Abstract

Jane Waldfogel, Terry-Ann Craigie, and Jeanne Brooks-Gunn review recent studies that use data from the Fragile Families and Child Wellbeing Study (FFCWS) to examine why children who grow up in single-mother and cohabiting families fare worse than children born into married-couple households. They also present findings from their own new research.

Analysts have investigated five key pathways through which family structure might influence child well-being: parental resources, parental mental health, parental relationship quality, parenting quality, and father involvement. It is also important to consider the role of the selection of different types of men and women into different family types, as well as family stability. But analysts remain uncertain how each of these elements shapes children's outcomes.

In addition to providing an overview of findings from other studies using FFCWS, Waldfogel, Craigie, and Brooks-Gunn report their own estimates of the effect of a consistently defined set of family structure and stability categories on cognitive, behavioral, and health outcomes of children in the FFCWS study at age five. The authors find that the links between fragile families and child outcomes are not uniform. Family instability, for example, seems to matter more than family structure for cognitive and health outcomes, whereas growing up with a single mother (whether that family structure is stable or unstable over time) seems to matter more than instability for behavior problems. Overall, their results are consistent with other research findings that children raised by stable single or cohabiting parents are at less risk than those raised by unstable single or cohabiting parents.

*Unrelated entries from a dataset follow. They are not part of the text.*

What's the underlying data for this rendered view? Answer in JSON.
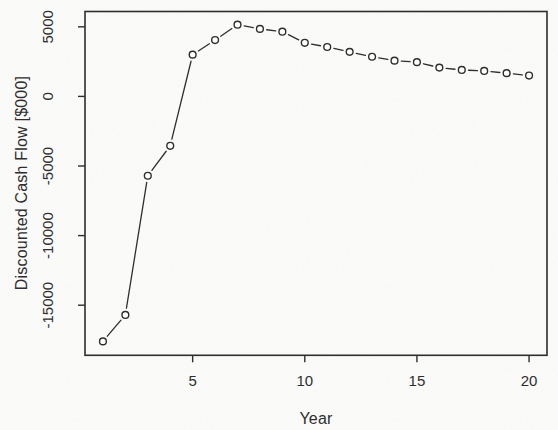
{
  "figure": {
    "background": "#fcfcfb",
    "ink_color": "#2e2e2e",
    "style": "scanned-base-R-plot"
  },
  "chart_data": {
    "type": "line",
    "title": "",
    "xlabel": "Year",
    "ylabel": "Discounted Cash Flow [$000]",
    "series": [
      {
        "name": "Discounted Cash Flow",
        "marker": "open-circle",
        "line_style": "solid-segments-with-marker-gaps",
        "x": [
          1,
          2,
          3,
          4,
          5,
          6,
          7,
          8,
          9,
          10,
          11,
          12,
          13,
          14,
          15,
          16,
          17,
          18,
          19,
          20
        ],
        "y": [
          -17600,
          -15700,
          -5700,
          -3550,
          3000,
          4050,
          5150,
          4850,
          4650,
          3850,
          3550,
          3200,
          2850,
          2570,
          2460,
          2070,
          1900,
          1830,
          1670,
          1500
        ]
      }
    ],
    "xlim": [
      0.2,
      20.8
    ],
    "ylim": [
      -18600,
      6100
    ],
    "x_ticks": [
      5,
      10,
      15,
      20
    ],
    "x_tick_labels": [
      "5",
      "10",
      "15",
      "20"
    ],
    "y_ticks": [
      5000,
      0,
      -5000,
      -10000,
      -15000
    ],
    "y_tick_labels": [
      "5000",
      "0",
      "-5000",
      "-10000",
      "-15000"
    ],
    "grid": false,
    "legend": null
  }
}
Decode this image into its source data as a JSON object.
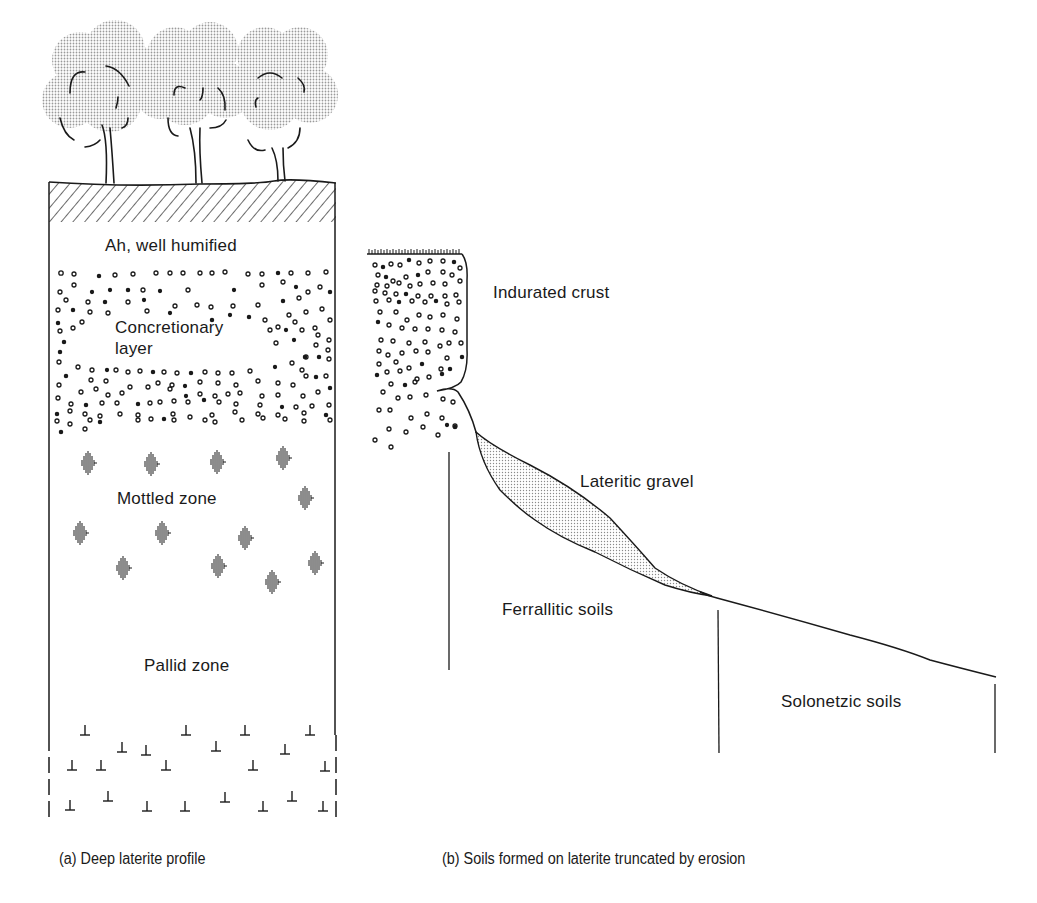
{
  "diagram": {
    "panel_a": {
      "caption": "(a) Deep laterite profile",
      "layers": [
        {
          "id": "ah",
          "label": "Ah, well humified",
          "pattern": "diagonal-hatch-top-band"
        },
        {
          "id": "concretionary",
          "label": "Concretionary layer",
          "label_lines": [
            "Concretionary",
            "layer"
          ],
          "pattern": "circles-dots"
        },
        {
          "id": "mottled",
          "label": "Mottled zone",
          "pattern": "vertical-line-mottles"
        },
        {
          "id": "pallid",
          "label": "Pallid zone",
          "pattern": "inverted-t-symbols"
        }
      ],
      "surface": "trees-on-hatched-surface"
    },
    "panel_b": {
      "caption": "(b) Soils formed on laterite truncated by erosion",
      "labels": {
        "crust": "Indurated crust",
        "gravel": "Lateritic gravel",
        "ferrallitic": "Ferrallitic soils",
        "solonetzic": "Solonetzic soils"
      }
    },
    "colors": {
      "ink": "#1a1a1a",
      "canopy_stipple": "#c8c8c8",
      "gravel_stipple": "#d6d6d6",
      "background": "#ffffff"
    }
  }
}
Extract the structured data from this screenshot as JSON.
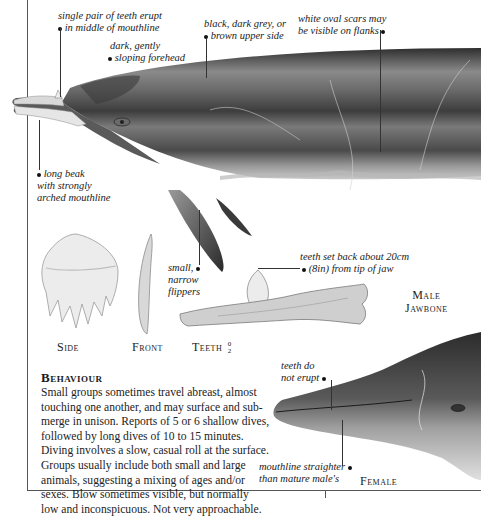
{
  "whale_labels": {
    "teeth_erupt": [
      "single pair of teeth erupt",
      "in middle of mouthline"
    ],
    "forehead": [
      "dark, gently",
      "sloping forehead"
    ],
    "upper_side": [
      "black, dark grey, or",
      "brown upper side"
    ],
    "scars": [
      "white oval scars may",
      "be visible on flanks"
    ],
    "beak": [
      "long beak",
      "with strongly",
      "arched mouthline"
    ],
    "flippers": [
      "small,",
      "narrow",
      "flippers"
    ]
  },
  "tooth_views": {
    "side_label": "Side",
    "front_label": "Front",
    "teeth_label": "Teeth",
    "teeth_upper": "0",
    "teeth_lower": "2"
  },
  "jawbone": {
    "note": [
      "teeth set back about 20cm",
      "(8in) from tip of jaw"
    ],
    "label_line1": "Male",
    "label_line2": "Jawbone"
  },
  "female": {
    "teeth_note": [
      "teeth do",
      "not erupt"
    ],
    "mouthline_note": [
      "mouthline straighter",
      "than mature male's"
    ],
    "label": "Female"
  },
  "behaviour": {
    "heading": "Behaviour",
    "lines": [
      "Small groups sometimes travel abreast, almost",
      "touching one another, and may surface and sub-",
      "merge in unison. Reports of 5 or 6 shallow dives,",
      "followed by long dives of 10 to 15 minutes.",
      "Diving involves a slow, casual roll at the surface.",
      "Groups usually include both small and large",
      "animals, suggesting a mixing of ages and/or",
      "sexes. Blow sometimes visible, but normally",
      "low and inconspicuous. Not very approachable."
    ]
  },
  "colors": {
    "whale_dark": "#3c3c3c",
    "whale_mid": "#6e6e6e",
    "whale_light": "#a8a8a8",
    "belly": "#cfcfcf",
    "tooth": "#e8e8e8",
    "frame": "#555555"
  }
}
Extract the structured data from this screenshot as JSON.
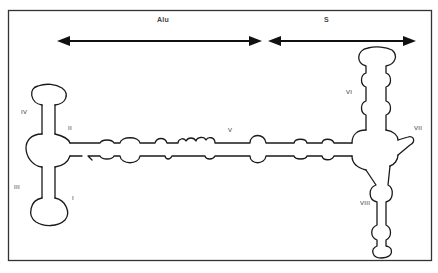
{
  "diagram": {
    "type": "RNA secondary structure schematic",
    "regions": [
      {
        "label": "Alu",
        "span_arrow": "double-headed"
      },
      {
        "label": "S",
        "span_arrow": "double-headed"
      }
    ],
    "helices": [
      "I",
      "II",
      "III",
      "IV",
      "V",
      "VI",
      "VII",
      "VIII"
    ],
    "colors": {
      "stroke": "#1a1a1a",
      "background": "#ffffff",
      "frame": "#333333"
    }
  },
  "labels": {
    "alu": "Alu",
    "s": "S",
    "h1": "I",
    "h2": "II",
    "h3": "III",
    "h4": "IV",
    "h5": "V",
    "h6": "VI",
    "h7": "VII",
    "h8": "VIII"
  }
}
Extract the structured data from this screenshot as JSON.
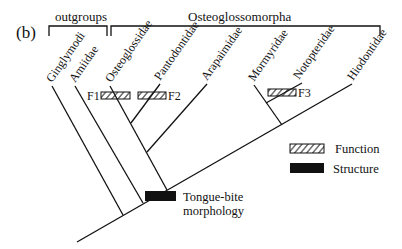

The authors conclude by pointing to three types of policy reforms that could improve outcomes for children. The first is to reduce the share of children growing up in fragile families (for example, through reducing the rate of unwed births or promoting family stability among unwed parents). The second is to address the pathways that place such children at risk (for example, through boosting resources in single-parent homes or fostering father involvement in fragile families). The third is to address directly the risks these children face (for example, through high-quality early childhood education or home-visiting policies).